Zones, and why mine were wrong
May 20, 2026
For two years I trained off heart-rate zones a Garmin watch calculated from 220 minus my age. The watch put my Zone 2 ceiling at 152 bpm. I rode and ran below that ceiling, called it aerobic, and waited to get faster. I got slightly faster. Not at the rate the volume should have produced.
The problem was that 220 minus age is a population-average estimator with a standard deviation of roughly ±10 bpm. My actual max HR, measured on a hill repeat session with a chest strap to exhaustion, is 198. The watch had me at 200, close enough. But the formula it used to derive zones from that max underestimated my lactate threshold by 14 bpm.

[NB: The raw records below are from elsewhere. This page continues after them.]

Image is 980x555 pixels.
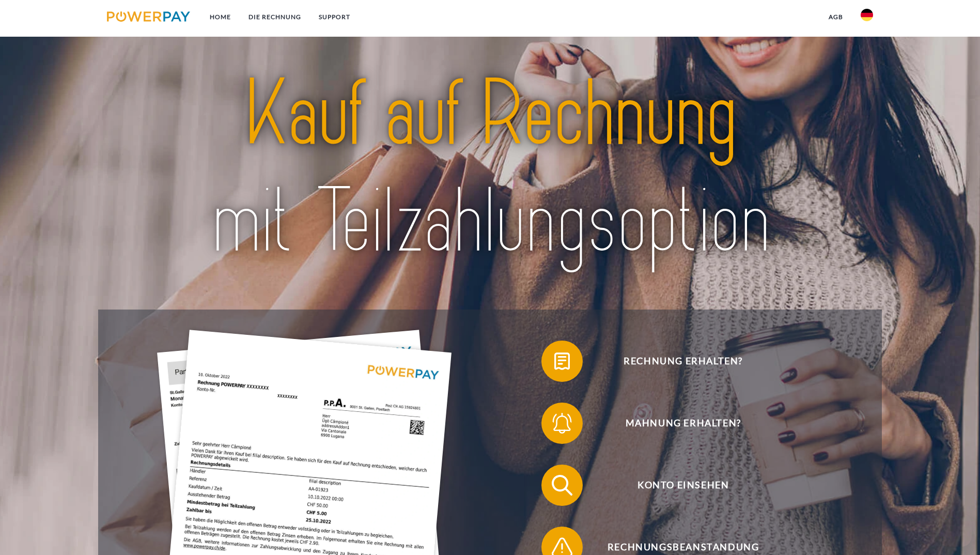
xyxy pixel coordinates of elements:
[145,55,835,280] img: title-powerpay_de.svg
[556,403,809,444] span: Mahnung erhalten?
[542,341,810,382] button: Rechnung erhalten?
[820,7,852,26] a: agb
[549,410,575,436] img: qb_bell.svg
[542,403,810,444] button: Mahnung erhalten?
[861,9,873,22] img: de
[549,348,575,374] img: qb_bill.svg
[556,341,809,382] span: Rechnung erhalten?
[542,464,810,506] button: Konto einsehen
[107,11,190,22] img: logo-powerpay.svg
[310,7,359,26] a: SUPPORT
[201,7,240,26] a: Home
[938,513,972,547] iframe: Schaltfläche zum Öffnen des Messaging-Fensters
[240,7,310,26] a: DIE RECHNUNG
[549,472,575,498] img: qb_search.svg
[556,464,809,506] span: Konto einsehen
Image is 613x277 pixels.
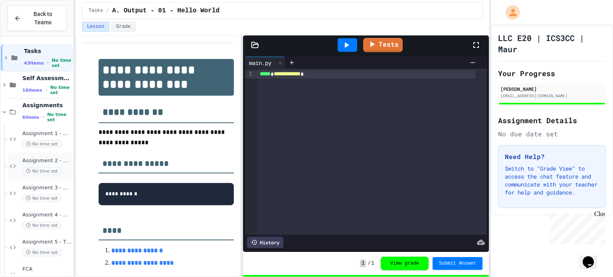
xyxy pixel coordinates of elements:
[22,115,39,120] span: 6 items
[22,158,71,164] span: Assignment 2 - Choose Your Own
[245,59,275,67] div: main.py
[45,87,47,93] span: •
[22,249,61,257] span: No time set
[500,85,603,93] div: [PERSON_NAME]
[579,245,605,269] iframe: chat widget
[381,257,428,271] button: View grade
[22,140,61,148] span: No time set
[42,114,44,120] span: •
[52,58,71,68] span: No time set
[505,165,599,197] p: Switch to "Grade View" to access the chat feature and communicate with your teacher for help and ...
[22,195,61,202] span: No time set
[497,3,522,22] div: My Account
[22,75,71,82] span: Self Assessments
[547,211,605,245] iframe: chat widget
[498,32,606,55] h1: LLC E20 | ICS3CC | Maur
[498,129,606,139] div: No due date set
[50,85,71,95] span: No time set
[3,3,55,51] div: Chat with us now!Close
[245,57,285,69] div: main.py
[7,6,67,31] button: Back to Teams
[47,60,49,66] span: •
[24,47,71,55] span: Tasks
[360,260,366,268] span: 1
[247,237,283,248] div: History
[245,70,253,79] div: 1
[432,257,483,270] button: Submit Answer
[363,38,403,52] a: Tests
[367,261,370,267] span: /
[47,112,71,122] span: No time set
[22,88,42,93] span: 16 items
[439,261,476,267] span: Submit Answer
[22,222,61,229] span: No time set
[22,185,71,192] span: Assignment 3 - Dice Game
[24,61,44,66] span: 43 items
[22,102,71,109] span: Assignments
[371,261,374,267] span: 1
[498,115,606,126] h2: Assignment Details
[22,212,71,219] span: Assignment 4 - BlackJack
[505,152,599,162] h3: Need Help?
[22,130,71,137] span: Assignment 1 - Mad Libs
[22,168,61,175] span: No time set
[111,22,136,32] button: Grade
[498,68,606,79] h2: Your Progress
[112,6,219,16] span: A. Output - 01 - Hello World
[500,93,603,99] div: [EMAIL_ADDRESS][DOMAIN_NAME]
[82,22,109,32] button: Lesson
[26,10,60,27] span: Back to Teams
[89,8,103,14] span: Tasks
[22,239,71,246] span: Assignment 5 - TicTacToe
[22,266,71,273] span: FCA
[106,8,109,14] span: /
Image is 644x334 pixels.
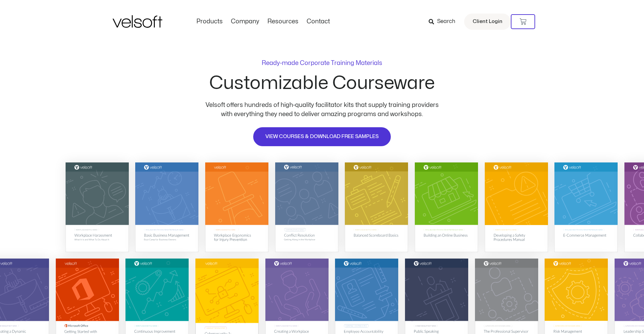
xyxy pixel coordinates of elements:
[200,101,444,119] p: Velsoft offers hundreds of high-quality facilitator kits that supply training providers with ever...
[263,18,302,25] a: ResourcesMenu Toggle
[209,74,435,93] h2: Customizable Courseware
[262,60,382,66] p: Ready-made Corporate Training Materials
[192,18,227,25] a: ProductsMenu Toggle
[472,17,502,26] span: Client Login
[464,14,511,30] a: Client Login
[227,18,263,25] a: CompanyMenu Toggle
[113,15,162,28] img: Velsoft Training Materials
[302,18,334,25] a: ContactMenu Toggle
[192,18,334,25] nav: Menu
[265,133,379,141] span: VIEW COURSES & DOWNLOAD FREE SAMPLES
[253,127,391,147] a: VIEW COURSES & DOWNLOAD FREE SAMPLES
[437,17,455,26] span: Search
[428,16,460,28] a: Search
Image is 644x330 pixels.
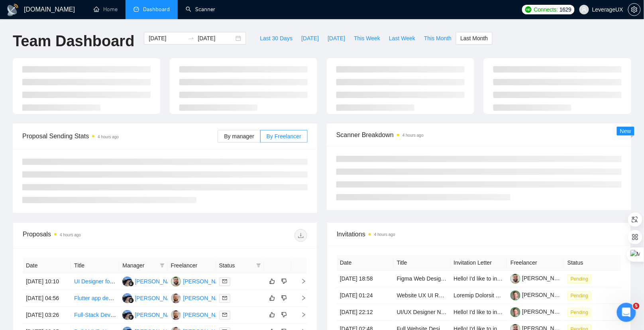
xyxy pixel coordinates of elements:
[337,130,622,140] span: Scanner Breakdown
[354,34,380,43] span: This Week
[568,275,592,283] span: Pending
[186,6,215,13] a: searchScanner
[295,312,307,317] span: right
[71,273,119,290] td: UI Designer for Website and App
[394,304,451,321] td: UI/UX Designer Needed for Premium Pickleball Paddle Web Page (Figma + Shopify)
[389,34,415,43] span: Last Week
[23,229,165,241] div: Proposals
[337,255,394,271] th: Date
[256,32,297,44] button: Last 30 Days
[525,6,532,13] img: upwork-logo.png
[13,32,135,51] h1: Team Dashboard
[22,131,218,141] span: Proposal Sending Stats
[280,293,289,302] button: dislike
[74,294,278,301] a: Flutter app developer (Design focused grid whispering and spatial aware designer)
[23,258,71,273] th: Date
[268,276,277,286] button: like
[297,32,323,44] button: [DATE]
[267,133,301,139] span: By Freelancer
[6,4,19,17] img: logo
[219,261,253,270] span: Status
[394,255,451,271] th: Title
[456,32,492,44] button: Last Month
[508,255,565,271] th: Freelancer
[122,294,181,301] a: AA[PERSON_NAME]
[168,258,216,273] th: Freelancer
[634,302,640,309] span: 5
[534,6,558,14] span: Connects:
[71,258,119,273] th: Title
[122,261,156,270] span: Manager
[295,295,307,301] span: right
[397,292,528,298] a: Website UX UI Redesign Project - [DOMAIN_NAME]
[268,310,277,320] button: like
[451,255,508,271] th: Invitation Letter
[268,293,277,302] button: like
[281,278,287,284] span: dislike
[511,275,568,281] a: [PERSON_NAME]
[128,314,134,320] img: gigradar-bm.png
[74,312,325,318] a: Full-Stack Developer to Build & Package End-to-End “Data Copilot” Web App (CSV/Excel → Insights)
[171,311,229,317] a: AK[PERSON_NAME]
[568,291,592,300] span: Pending
[301,34,319,43] span: [DATE]
[337,304,394,321] td: [DATE] 22:12
[385,32,420,44] button: Last Week
[260,34,292,43] span: Last 30 Days
[424,34,452,43] span: This Month
[511,290,520,300] img: c1ubs3Re8m653Oj37xRJv3B2W9w47HdBbQsc91qxwEeJplF8-F2OmN4eYf47k8ubBe
[511,309,568,315] a: [PERSON_NAME]
[620,128,631,135] span: New
[568,308,592,317] span: Pending
[280,276,289,286] button: dislike
[171,293,181,303] img: AK
[128,298,134,303] img: gigradar-bm.png
[59,233,81,237] time: 4 hours ago
[143,6,170,13] span: Dashboard
[23,290,71,306] td: [DATE] 04:56
[511,274,520,283] img: c1gt5CYcyAw-rxShGkqERgOMEMix6mw42ie8uJevbSKlX9rqc4cD_qECTsbowrlTGK
[280,310,289,320] button: dislike
[134,6,139,12] span: dashboard
[460,34,488,43] span: Last Month
[74,278,155,284] a: UI Designer for Website and App
[269,278,275,284] span: like
[171,310,181,320] img: AK
[171,278,229,284] a: RL[PERSON_NAME]
[323,32,349,44] button: [DATE]
[337,271,394,287] td: [DATE] 18:58
[394,287,451,304] td: Website UX UI Redesign Project - FigTemp.com
[281,294,287,301] span: dislike
[183,294,229,302] div: [PERSON_NAME]
[189,35,195,41] span: swap-right
[281,312,287,318] span: dislike
[135,294,181,302] div: [PERSON_NAME]
[119,258,167,273] th: Manager
[189,35,195,41] span: to
[568,292,595,298] a: Pending
[568,309,595,315] a: Pending
[122,293,132,303] img: AA
[402,133,424,138] time: 4 hours ago
[255,260,263,271] span: filter
[93,6,117,13] a: homeHome
[223,295,227,300] span: mail
[397,309,606,315] a: UI/UX Designer Needed for Premium Pickleball Paddle Web Page (Figma + Shopify)
[23,273,71,290] td: [DATE] 10:10
[71,290,119,306] td: Flutter app developer (Design focused grid whispering and spatial aware designer)
[511,307,520,317] img: c1ubs3Re8m653Oj37xRJv3B2W9w47HdBbQsc91qxwEeJplF8-F2OmN4eYf47k8ubBe
[135,277,181,286] div: [PERSON_NAME]
[420,32,456,44] button: This Month
[183,277,229,286] div: [PERSON_NAME]
[511,291,568,298] a: [PERSON_NAME]
[171,276,181,286] img: RL
[581,7,587,13] span: user
[122,278,181,284] a: AA[PERSON_NAME]
[97,135,119,139] time: 4 hours ago
[560,6,572,14] span: 1629
[565,255,622,271] th: Status
[394,271,451,287] td: Figma Web Designer for Real Estate Consultancy Firm
[171,294,229,301] a: AK[PERSON_NAME]
[135,310,181,319] div: [PERSON_NAME]
[337,229,622,239] span: Invitations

The right way to set zones is a field test. I used the simplest one: a 30-minute time trial on a flat course, all-out, with HR averaged over the last 20 minutes. That number is a reasonable proxy for lactate threshold HR (LTHR). Mine came back at 178. Aerobic threshold sits roughly 30 bpm below that. So my true Z2 ceiling is 148, not 152, and the top of Z2 isn’t a soft cap — it’s where lactate starts to rise out of steady state. Four bpm matters more than it sounds, because the curve isn’t linear near threshold.
I retested on the bike separately. Cycling LTHR was 168, ten bpm below running, which is the expected gap (smaller muscle mass recruited at the same cardiac output). Running LTHR of 178, bike LTHR of 168, swim I don’t bother with HR for because the dive reflex makes it noisy.
Now I train in five zones derived from those two numbers:
| Zone | Bike HR | Run HR | Purpose |
|---|---|---|---|
| Z1 | <134 | <142 | Recovery |
| Z2 | 134-150 | 142-160 | Aerobic base |
| Z3 | 151-160 | 161-170 | Tempo |
| Z4 | 161-170 | 171-180 | Threshold |
| Z5 | >170 | >180 | VO2 max |
The 80/20 polarized prescription says 80% of weekly training time below Z2 ceiling, 20% above Z4 floor, almost nothing in Z3. Z3 is the trap. It feels productive, fatigues you like threshold work, and produces the adaptations of neither. I now spend more time genuinely easy than I would have predicted I could tolerate, and the hard days are harder.
Retest every eight weeks. Fitness shifts the curve.